12. Nonetheless, there are some shortcomings associated with these models. Discounted cash flow analysis loses some predictive power when risks across the lifespan of the asset are unstable or when demand elasticities (e.g., the relationship between toll rates and traffic volumes) are unknown. Moreover, we are unable to model the effect of capital improvements (e.g., road widening or repavings) on debt, usage, or the timing of returns. This latter issue may be less of a concern given that, ceteris paribus, similar large-scale investments would not change the relative contributions of each parameter to the present value of the asset.

13. The operating expense ratio is the sum of annual operating expenses expressed as a percentage of gross income. As indicated earlier, the median operating expense ratio for a range of deals analyzed by Bel and Foote (Citation2009) was 36%, which we use as the baseline for our analysis.

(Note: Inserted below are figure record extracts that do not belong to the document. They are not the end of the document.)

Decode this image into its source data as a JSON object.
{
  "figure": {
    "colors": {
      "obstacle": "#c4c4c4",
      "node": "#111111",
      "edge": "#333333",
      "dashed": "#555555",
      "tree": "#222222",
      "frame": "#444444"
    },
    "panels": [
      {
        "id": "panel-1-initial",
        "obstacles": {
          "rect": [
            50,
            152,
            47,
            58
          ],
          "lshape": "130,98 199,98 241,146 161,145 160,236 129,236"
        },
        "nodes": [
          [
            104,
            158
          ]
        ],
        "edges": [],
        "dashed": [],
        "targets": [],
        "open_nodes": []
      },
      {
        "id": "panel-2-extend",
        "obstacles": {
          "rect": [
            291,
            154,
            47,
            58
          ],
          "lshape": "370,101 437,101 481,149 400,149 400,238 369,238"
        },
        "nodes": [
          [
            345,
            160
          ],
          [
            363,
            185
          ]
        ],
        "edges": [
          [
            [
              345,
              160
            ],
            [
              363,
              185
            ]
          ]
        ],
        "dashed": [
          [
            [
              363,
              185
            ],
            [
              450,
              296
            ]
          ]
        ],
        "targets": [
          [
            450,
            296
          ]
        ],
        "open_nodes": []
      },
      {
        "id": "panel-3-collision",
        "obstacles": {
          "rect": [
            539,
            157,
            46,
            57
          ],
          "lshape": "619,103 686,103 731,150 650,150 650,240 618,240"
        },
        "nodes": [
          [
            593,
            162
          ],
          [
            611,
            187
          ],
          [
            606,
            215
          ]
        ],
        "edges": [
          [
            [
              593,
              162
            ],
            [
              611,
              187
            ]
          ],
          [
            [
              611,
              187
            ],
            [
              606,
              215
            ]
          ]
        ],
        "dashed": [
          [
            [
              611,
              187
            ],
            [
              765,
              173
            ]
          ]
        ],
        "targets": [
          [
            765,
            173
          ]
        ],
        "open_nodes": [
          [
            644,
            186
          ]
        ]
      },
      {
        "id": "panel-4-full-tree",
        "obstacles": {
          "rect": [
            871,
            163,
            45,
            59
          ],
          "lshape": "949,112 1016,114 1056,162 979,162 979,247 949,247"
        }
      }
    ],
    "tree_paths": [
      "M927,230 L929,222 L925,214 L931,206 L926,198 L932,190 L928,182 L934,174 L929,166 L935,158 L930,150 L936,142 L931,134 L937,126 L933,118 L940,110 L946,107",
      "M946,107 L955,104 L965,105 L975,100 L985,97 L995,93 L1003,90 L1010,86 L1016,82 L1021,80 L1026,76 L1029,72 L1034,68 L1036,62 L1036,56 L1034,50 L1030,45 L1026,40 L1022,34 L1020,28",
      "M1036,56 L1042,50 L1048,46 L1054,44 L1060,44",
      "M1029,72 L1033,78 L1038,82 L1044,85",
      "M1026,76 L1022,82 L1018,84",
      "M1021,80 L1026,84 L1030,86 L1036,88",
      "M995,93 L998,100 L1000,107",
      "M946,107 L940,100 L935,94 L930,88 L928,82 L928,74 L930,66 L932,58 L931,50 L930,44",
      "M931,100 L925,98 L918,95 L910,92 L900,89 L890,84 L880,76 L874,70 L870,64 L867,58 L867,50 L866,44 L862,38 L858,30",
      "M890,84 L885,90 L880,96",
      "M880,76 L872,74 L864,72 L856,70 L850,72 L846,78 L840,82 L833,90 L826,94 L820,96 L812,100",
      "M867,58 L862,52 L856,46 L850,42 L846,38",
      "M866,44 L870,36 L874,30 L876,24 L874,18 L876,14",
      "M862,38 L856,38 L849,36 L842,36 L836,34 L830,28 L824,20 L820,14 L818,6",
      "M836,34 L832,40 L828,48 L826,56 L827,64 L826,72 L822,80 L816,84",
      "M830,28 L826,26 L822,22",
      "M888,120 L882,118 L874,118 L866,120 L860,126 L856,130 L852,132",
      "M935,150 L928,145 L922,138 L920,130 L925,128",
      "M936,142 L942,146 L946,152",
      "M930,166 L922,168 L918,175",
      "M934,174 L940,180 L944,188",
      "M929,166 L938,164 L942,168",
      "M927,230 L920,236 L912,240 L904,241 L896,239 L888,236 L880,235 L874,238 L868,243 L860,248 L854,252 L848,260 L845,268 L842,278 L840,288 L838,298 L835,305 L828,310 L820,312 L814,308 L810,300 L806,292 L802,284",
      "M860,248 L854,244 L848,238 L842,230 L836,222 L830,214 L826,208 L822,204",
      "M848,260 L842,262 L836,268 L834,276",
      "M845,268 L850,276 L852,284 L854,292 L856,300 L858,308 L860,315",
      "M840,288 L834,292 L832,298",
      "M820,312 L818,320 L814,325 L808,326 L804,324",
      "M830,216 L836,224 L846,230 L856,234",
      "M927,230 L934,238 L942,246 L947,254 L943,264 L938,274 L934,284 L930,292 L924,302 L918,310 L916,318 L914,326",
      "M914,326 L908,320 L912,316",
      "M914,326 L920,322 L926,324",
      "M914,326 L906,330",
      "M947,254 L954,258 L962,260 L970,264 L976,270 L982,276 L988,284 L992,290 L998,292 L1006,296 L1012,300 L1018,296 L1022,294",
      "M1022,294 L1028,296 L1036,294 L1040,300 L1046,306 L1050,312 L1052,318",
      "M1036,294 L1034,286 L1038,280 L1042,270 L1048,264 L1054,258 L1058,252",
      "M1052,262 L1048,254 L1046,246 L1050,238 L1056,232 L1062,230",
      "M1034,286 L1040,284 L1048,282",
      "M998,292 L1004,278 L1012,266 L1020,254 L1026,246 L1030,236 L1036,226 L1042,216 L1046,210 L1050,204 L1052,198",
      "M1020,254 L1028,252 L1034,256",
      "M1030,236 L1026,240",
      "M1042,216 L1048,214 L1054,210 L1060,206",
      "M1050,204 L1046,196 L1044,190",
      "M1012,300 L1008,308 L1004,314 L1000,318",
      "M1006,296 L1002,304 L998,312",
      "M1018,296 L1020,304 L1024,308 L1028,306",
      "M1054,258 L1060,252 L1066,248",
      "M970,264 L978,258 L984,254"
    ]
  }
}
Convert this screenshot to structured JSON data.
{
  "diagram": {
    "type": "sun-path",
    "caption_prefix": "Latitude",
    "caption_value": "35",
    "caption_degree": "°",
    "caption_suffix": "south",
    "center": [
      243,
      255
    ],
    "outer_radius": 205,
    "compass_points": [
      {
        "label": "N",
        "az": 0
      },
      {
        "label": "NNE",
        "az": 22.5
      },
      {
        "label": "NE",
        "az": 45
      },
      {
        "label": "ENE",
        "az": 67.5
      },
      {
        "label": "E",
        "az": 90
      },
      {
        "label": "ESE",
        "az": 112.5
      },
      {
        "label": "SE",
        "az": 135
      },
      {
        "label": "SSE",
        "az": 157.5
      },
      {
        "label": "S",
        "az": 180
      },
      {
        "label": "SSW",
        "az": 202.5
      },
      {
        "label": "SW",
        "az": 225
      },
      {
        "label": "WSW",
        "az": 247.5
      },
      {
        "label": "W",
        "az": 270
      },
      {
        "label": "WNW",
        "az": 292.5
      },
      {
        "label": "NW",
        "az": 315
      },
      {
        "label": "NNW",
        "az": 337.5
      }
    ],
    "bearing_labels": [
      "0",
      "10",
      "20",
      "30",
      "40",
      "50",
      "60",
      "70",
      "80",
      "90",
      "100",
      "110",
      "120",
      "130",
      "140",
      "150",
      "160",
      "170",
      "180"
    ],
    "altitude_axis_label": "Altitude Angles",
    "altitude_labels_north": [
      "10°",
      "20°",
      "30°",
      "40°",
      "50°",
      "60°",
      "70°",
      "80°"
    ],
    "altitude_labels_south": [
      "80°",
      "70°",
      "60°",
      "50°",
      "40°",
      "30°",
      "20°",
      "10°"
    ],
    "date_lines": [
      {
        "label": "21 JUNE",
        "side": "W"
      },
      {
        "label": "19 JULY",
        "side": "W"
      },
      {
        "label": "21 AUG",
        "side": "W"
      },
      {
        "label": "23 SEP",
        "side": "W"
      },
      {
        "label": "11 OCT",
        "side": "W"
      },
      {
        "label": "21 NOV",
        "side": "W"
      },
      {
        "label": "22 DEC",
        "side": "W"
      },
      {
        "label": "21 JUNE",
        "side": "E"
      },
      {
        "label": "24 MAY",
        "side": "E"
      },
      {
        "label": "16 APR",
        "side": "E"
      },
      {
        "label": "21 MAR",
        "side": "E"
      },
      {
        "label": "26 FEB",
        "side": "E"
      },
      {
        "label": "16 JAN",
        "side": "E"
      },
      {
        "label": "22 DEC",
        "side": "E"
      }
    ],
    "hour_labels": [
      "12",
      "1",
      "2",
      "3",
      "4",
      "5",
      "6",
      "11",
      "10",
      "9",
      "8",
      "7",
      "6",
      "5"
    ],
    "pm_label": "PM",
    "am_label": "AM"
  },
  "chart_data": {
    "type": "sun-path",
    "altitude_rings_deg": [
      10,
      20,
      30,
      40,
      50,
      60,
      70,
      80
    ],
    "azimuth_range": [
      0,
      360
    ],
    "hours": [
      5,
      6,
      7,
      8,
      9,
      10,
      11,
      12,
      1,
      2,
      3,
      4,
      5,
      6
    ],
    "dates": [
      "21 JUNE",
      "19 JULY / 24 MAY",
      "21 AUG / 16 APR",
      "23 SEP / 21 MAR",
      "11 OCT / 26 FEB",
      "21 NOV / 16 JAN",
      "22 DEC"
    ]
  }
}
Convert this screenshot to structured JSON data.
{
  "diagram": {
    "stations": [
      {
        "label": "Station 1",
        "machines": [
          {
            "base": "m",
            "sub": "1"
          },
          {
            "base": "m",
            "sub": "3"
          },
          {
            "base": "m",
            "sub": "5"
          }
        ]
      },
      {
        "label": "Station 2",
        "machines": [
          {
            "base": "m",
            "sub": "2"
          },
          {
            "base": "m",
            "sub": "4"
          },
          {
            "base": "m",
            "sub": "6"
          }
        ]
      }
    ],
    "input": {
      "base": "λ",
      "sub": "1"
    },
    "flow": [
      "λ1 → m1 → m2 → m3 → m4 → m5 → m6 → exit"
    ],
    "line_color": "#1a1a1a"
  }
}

14. However, some operators won more discretion to raise rates beyond these limits. In the case of the Indiana Toll Road, for example, starting in 2010 annual toll rates are allowed to rise by either 2%, the increase in the consumer price index, or the per capita increase in nominal GDP, whichever is highest. Because the recession years 2008 and 2009 are the first years since World War II in which per capita GDP increased by less than 7% (Bureau of Economic Analysis, 2010; Johnson et al., Citation2007), the operator will likely increase tolls at a rate higher than the 2.54% inflation rate that has been the average for the past decade.

15. The presence of a revenue-sharing agreement could dampen revenue growth and hence the price proffered by the private concessionaire. Only the Northwest Parkway and the Chicago parking meters include revenue-sharing agreements that allow the public sector to benefit from windfall profits, and these provisions are severely restricted. We thus did not include them in the simulations.

16. Twenty years was a common swap maturity in our sample of projects (see Fitch Ratings, 2006; Macquarie Infrastructure Group, 2008).

17. Note that the Federal Reserve reports rates on 10-year interest swaps at 5.43% in August 2006, lower than the 5.68% rate on unswapped Aaa bonds. As a number of our projects began with ratings in the B range (see Fitch Ratings, 2006), we have taken a conservative stance here and assumed 5.68% as the outcome of a swap scenario.

18. For instance, MIG had “operating cash flow of $306.9 million in the 2006 financial year, but paid distributions totaling $512.9 million in relation to that year” (Lawrence & Stapledon, Citation2008, pp. 7–8).

19. Several projects (including the Skyway) used short-term bridge financing from bank lending consortia to fund the initial purchase, then refinanced to increase leverage 12 to 24 months later (Macquarie Infrastructure Group, 2008, p. 44).